Funded Grants


Understanding synergies in language acquisition through computational modeling

Language acquisition is a puzzle: exposed to different samples of the same language, how is it that different children go on to generalize in the same ways, producing new utterances that all other speakers of the same language can understand? Traditional explanations lean towards one of two extremes. Some researchers argue that language acquisition is a highly specialized process relying on detailed domain-specific learning mechanisms and cognitive constraints defining the space of possible grammars. Others claim that domain-general statistical learning mechanisms are sufficient to solve the problem. While statistical learning is surely involved, even a powerful statistical learner must be constrained (biased) somehow, since any finite data set contains many different statistical regularities, and the learner must know which are relevant to the task at hand.

In my research, I aim to discover what cognitive constraints underlie language acquisition. These constraints determine the kinds of statistical information that are attended to, how different sources of information are combined, and what mental representations are used to store and generalize over this information.

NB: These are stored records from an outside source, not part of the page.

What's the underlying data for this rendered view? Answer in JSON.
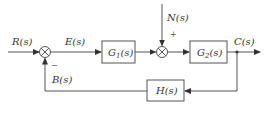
{
  "diagram": {
    "type": "block-diagram",
    "title": "",
    "signals": {
      "input": "R(s)",
      "error": "E(s)",
      "disturbance": "N(s)",
      "output": "C(s)",
      "feedback": "B(s)"
    },
    "blocks": [
      {
        "id": "G1",
        "label_main": "G",
        "label_sub": "1",
        "label_tail": "(s)"
      },
      {
        "id": "G2",
        "label_main": "G",
        "label_sub": "2",
        "label_tail": "(s)"
      },
      {
        "id": "H",
        "label_main": "H(s)"
      }
    ],
    "summing_junctions": [
      {
        "id": "sum1",
        "inputs": [
          "R(s) +",
          "B(s) -"
        ],
        "minus_sign": "−"
      },
      {
        "id": "sum2",
        "inputs": [
          "G1 output",
          "N(s) +"
        ],
        "plus_sign": "+"
      }
    ],
    "connections": [
      "R(s) -> sum1",
      "sum1 -> E(s) -> G1",
      "G1 -> sum2",
      "N(s) -> sum2",
      "sum2 -> G2",
      "G2 -> C(s)",
      "C(s) -> H",
      "H -> B(s) -> sum1"
    ],
    "colors": {
      "line": "#555555",
      "text": "#333333",
      "background": "#ffffff"
    }
  }
}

My working hypothesis is that successful language learning results from a combination of probabilistic inference (a domain-general statistical learning mechanism) and structured mental representations (potentially including some domain-specific ones). Furthermore, structured correspondences between different levels of linguistic structure, such as words and phonemes or syntax and semantics, are critical for learning at all levels. Any particular level of structure cannot be learned successfully in isolation; rather, partial knowledge at different levels is combined synergistically to aid learning at all levels.

To formalize and test this hypothesis, I develop computational models that simulate learners with different kinds of constraints, exposed to different linguistic input—normally, transcripts of naturalistic child-directed speech. I then compare the output of these models to results from behavioral and observational studies of children. To date, my group has developed models implementing previously proposed synergistic interactions (e.g., syntactic-semantic learning) as well as illustrating new ones (e.g., lexical-phonetic learning). These models capture important behavioral effects and demonstrate that learning at multiple levels of structure need not entail a temporal ordering— first learn A, then use A to learn B. Rather, A and B can be learned simultaneously by using partial information about each to help learn the other.

I plan to extend this work in three ways: first, by performing additional simulations on diverse languages to ensure the universality of these models and investigate how differences between languages affect the rate or patterns of learning. Second, by working to model interactions between more than two levels of structure, where the potential correspondences between levels are more complex, but there is also even more potential for synergy. Third, by relaxing some simplifying assumptions about the input to the models, so that they more closely simulate the challenges overcome by real children. Together, these extensions will further test my basic hypothesis and lead to greater insight into the constraints needed for successful language acquisition.